Sorry About Teafolk... (10 September 1976)
I am sorry to hear of the impending closure of the Tetley factory in Bletchley. Sorry not only for the more obvious reasons. But also on what might be called sentimental grounds.
Tetley’s came to Bletchley in 1940, after their London premises had been bombed out and first occupied the factory at the corner of Osborne Street and Clifford Avenue which had previously been used by a dairy company.
They were never concerned solely with tea, especially during the war. The American GI required his cup of “cawffee” more than the British Tommy liked his cup of NAAFI tea and from 1942 onwards there was a steady stream of US Army vehicles taking containers of coffee from the factory to their camps to make sure that he got it.
When I arrived in Bletchley in early 1946 I lived for a few weeks in Clifford Avenue, right next door to the factory and vividly remember the strong smell of coffee that often permeated the atmosphere thereabouts. Coffee isn’t a bad smell as smells go, but when you have it all day and all night you tend to reach for the teapot instead.

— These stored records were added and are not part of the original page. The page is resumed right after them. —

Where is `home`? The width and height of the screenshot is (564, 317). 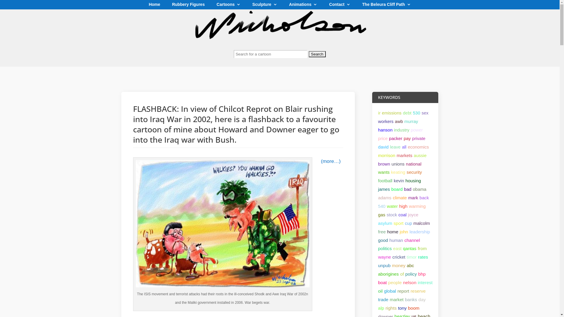 home is located at coordinates (392, 232).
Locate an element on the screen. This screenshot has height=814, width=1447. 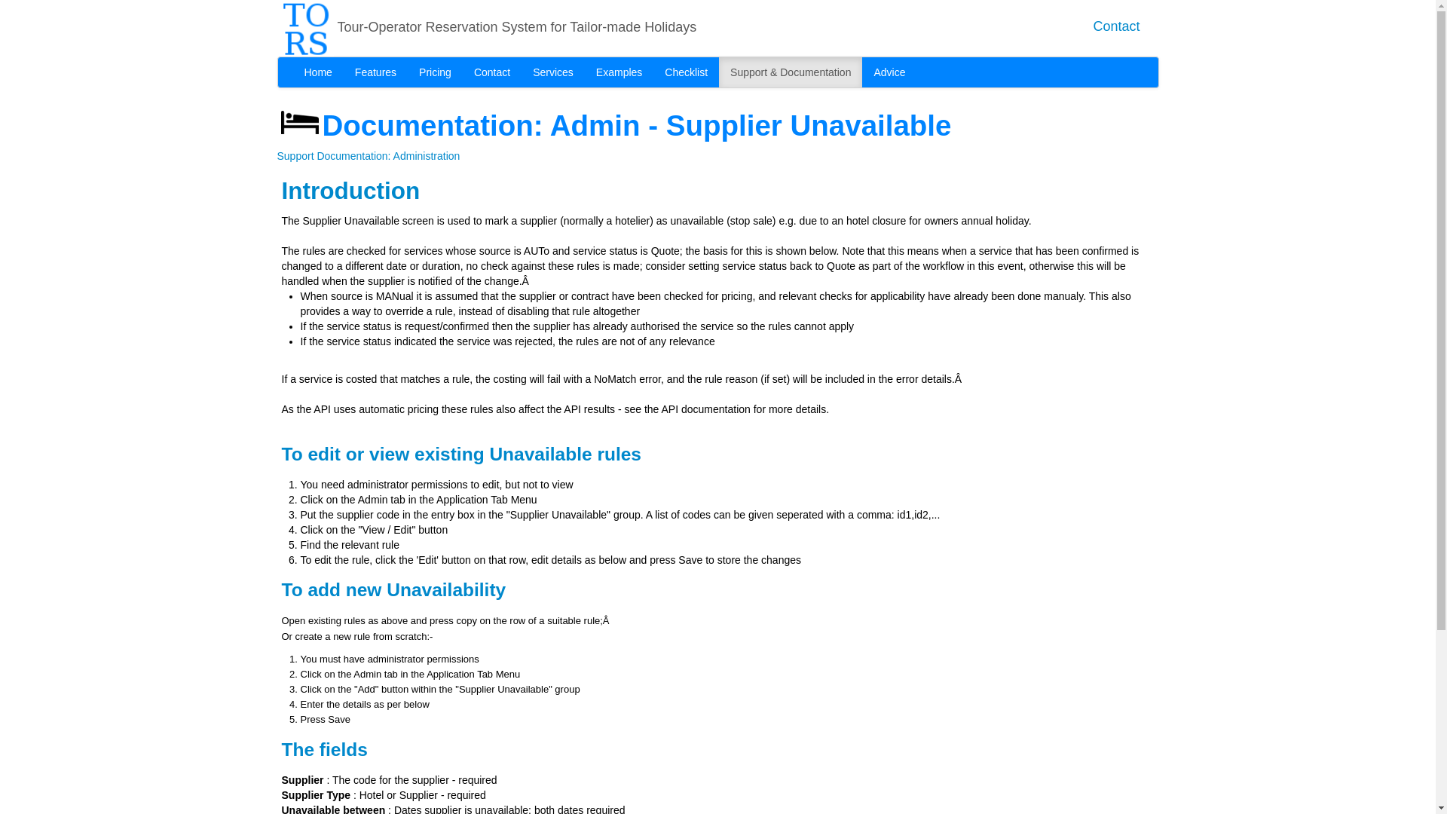
Checklist is located at coordinates (686, 72).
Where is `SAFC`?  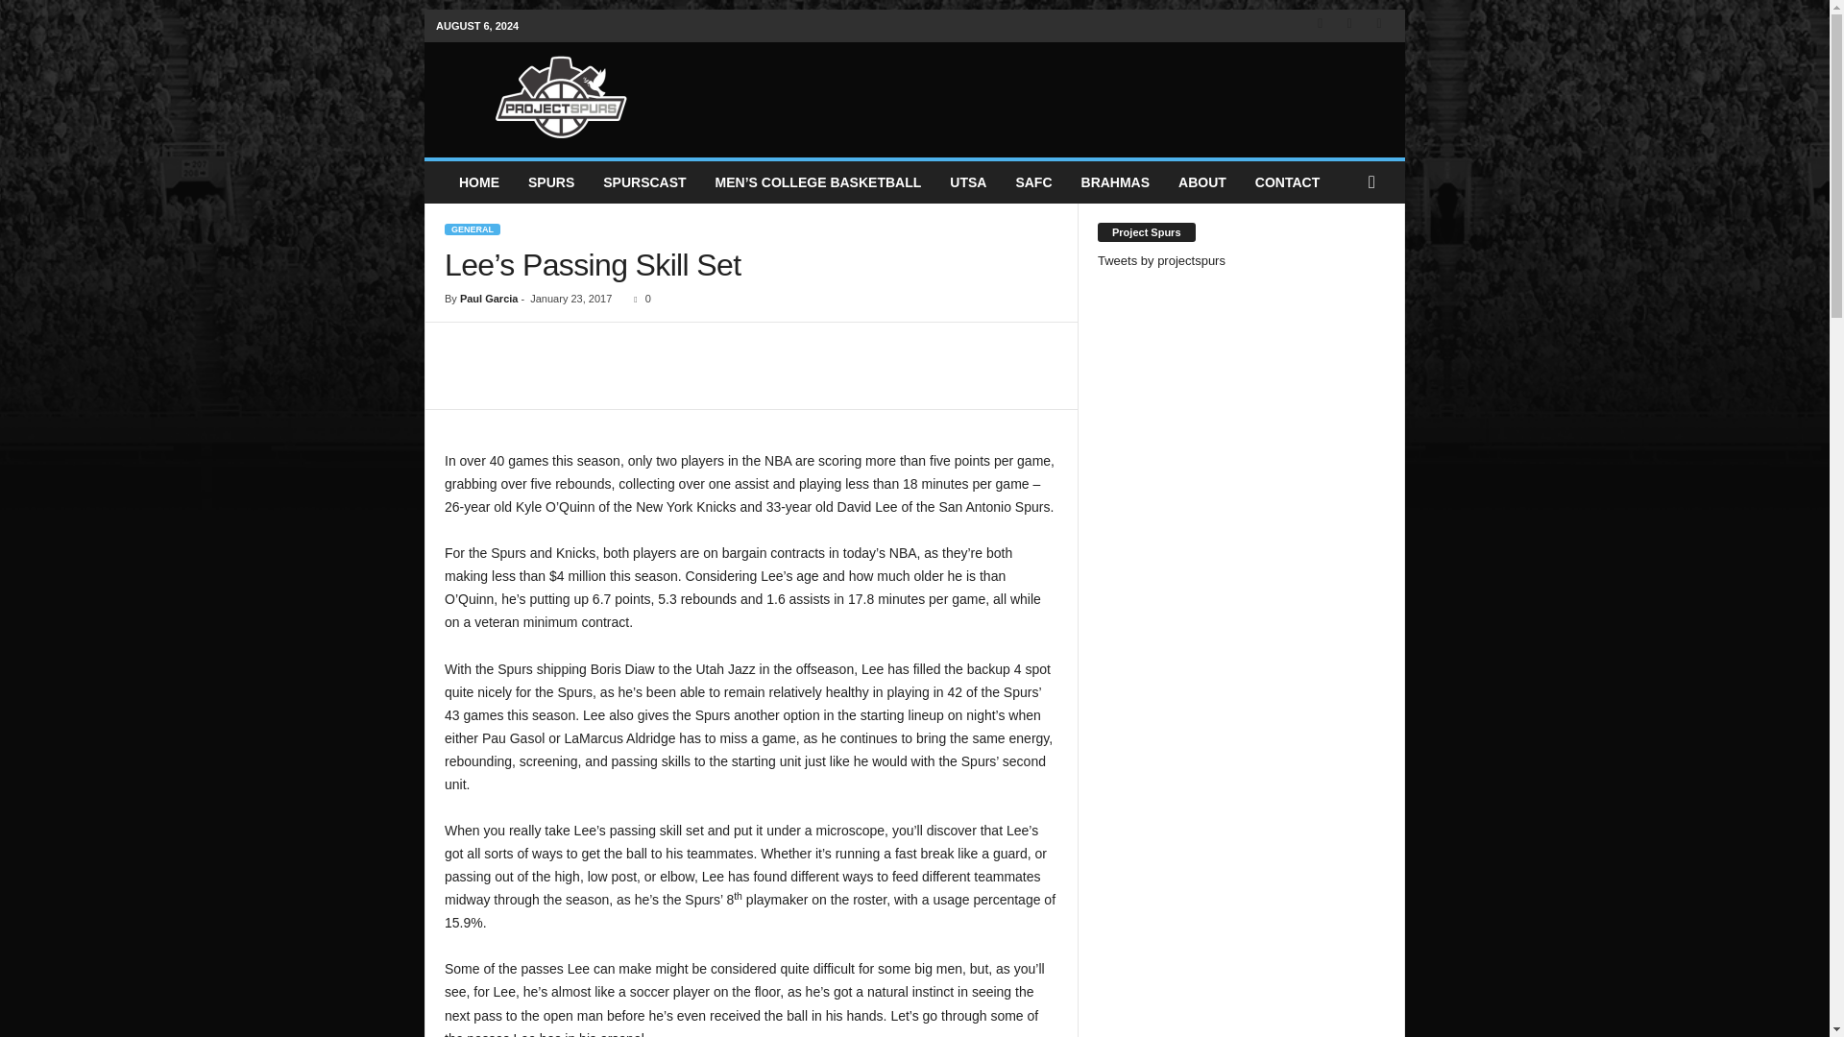 SAFC is located at coordinates (1034, 183).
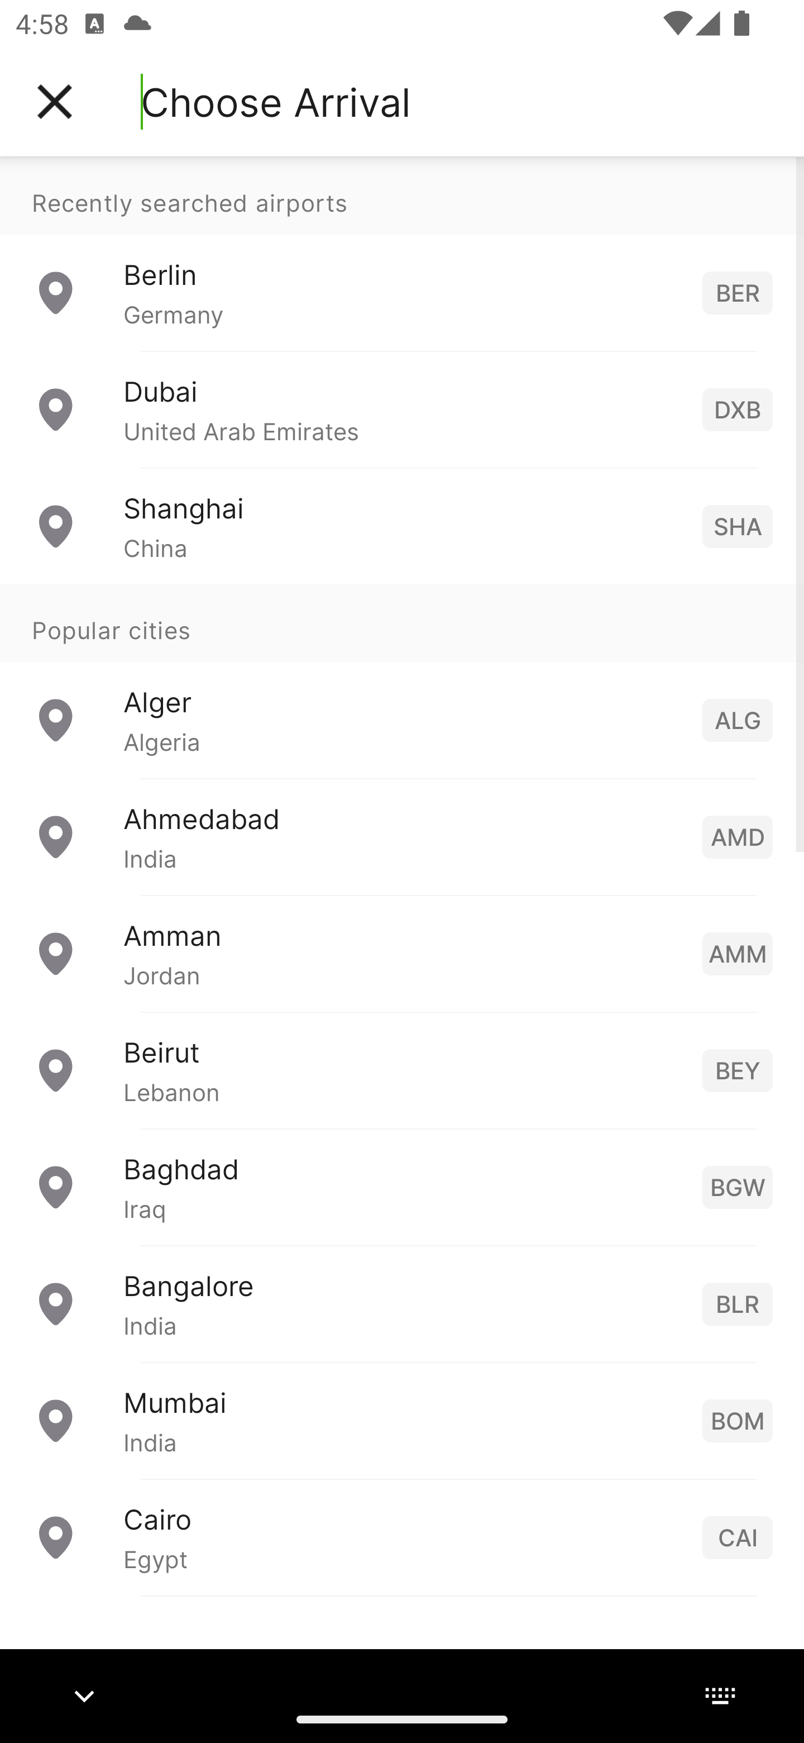 The height and width of the screenshot is (1743, 804). Describe the element at coordinates (402, 1069) in the screenshot. I see `Beirut Lebanon BEY` at that location.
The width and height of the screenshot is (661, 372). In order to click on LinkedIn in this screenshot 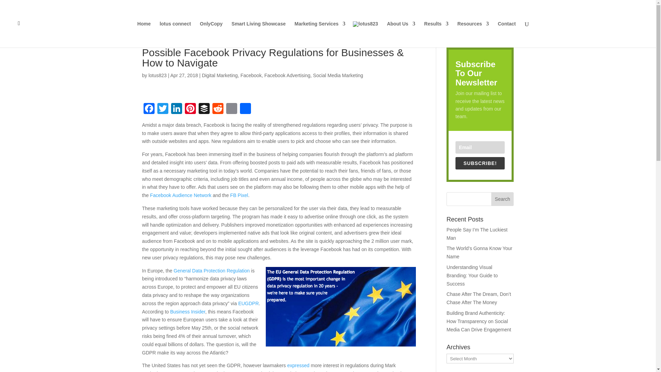, I will do `click(176, 109)`.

The move to the new factory in Denbigh Road was made in 1949 or 1950. This was before the planned post-war expansion of Bletchley had begun, though the future industrial zones had already been designated under ordinary town planning. I think that that new factory and Wipac’s – who had also been bombed out of London and had occupied temporary premises in Bletchley – were the first to be built in the Denbigh Road after the war.
Today Tetley’s are best known for their tea bags. This should not be surprising, for they were the first makers of tea bags in this country.
Originally, tea bags were a European idea, but the Americans took it up, so that it is now generally believed to have originated there.
Tetley’s began making tea bags in 1947, but almost all those early ones were exported. Tetley’s were alone in the English market, but for several years they had an uphill struggle to sell them here, and they did not not get them on to the retail market until about 1952 or 1953. Then, when success finally came, so did competitors, and at length Lyons took them over.
Apart from British Rail and the brick industry, Tetley’s have been among the largest employers of labour in Bletchley. Wipac went out of the town long ago. M A Cook’s and Root’s brushworks have both closed. Other firms have become part of or subsidiaries to larger organisations. Just about the only manufacturer left unaffected in one way or another who were here when I came to the town seem to be Beacon Brushes and Valentin, Ord and Nagle’s. What with comparative newcomers, European Printers, also closing and Berry’s Magical leaving, there have been almost as many changes in the industrial sphere as in the retail trading sphere – and many of them by no means to the good.
But the Tetley affair I find particularly depressing. Here were a firm who introduced a now-famous household article to this country; who ventured to build a new factory before town expansion and before the new city was ever thought of; who eventually employed hundreds of people; who held fetes for them and their families in the factory grounds – and now, after 36 years in the town, nothing. No wonder we oldies feel that while we are not leaving Bletchley, Bletchley is leaving us!
As to Beacon’s Brushes and Valentin, Ord and Nagle’s – I have written previously about the history of brushmaking in Bletchley. So now just a few lines about VON, the glucose manufacturers.
This firm was the offspring of Mr John Cummings Nagle. He was born in 1862, spent part of his early life in the USA and introduced the glucose industry into this country from there.
After a close association with other successful glucose enterprises, he established the firm of Nagle Ltd at Fenny in the early 1920s and the firm became Valentin, Ord and Nagle’s a few years later.
He lived at the Woodlands, Aspley Guise, but after his retirement from active participation in the business in 1938 he went to live in Surrey, where he died at Guildford in 1948, aged 86.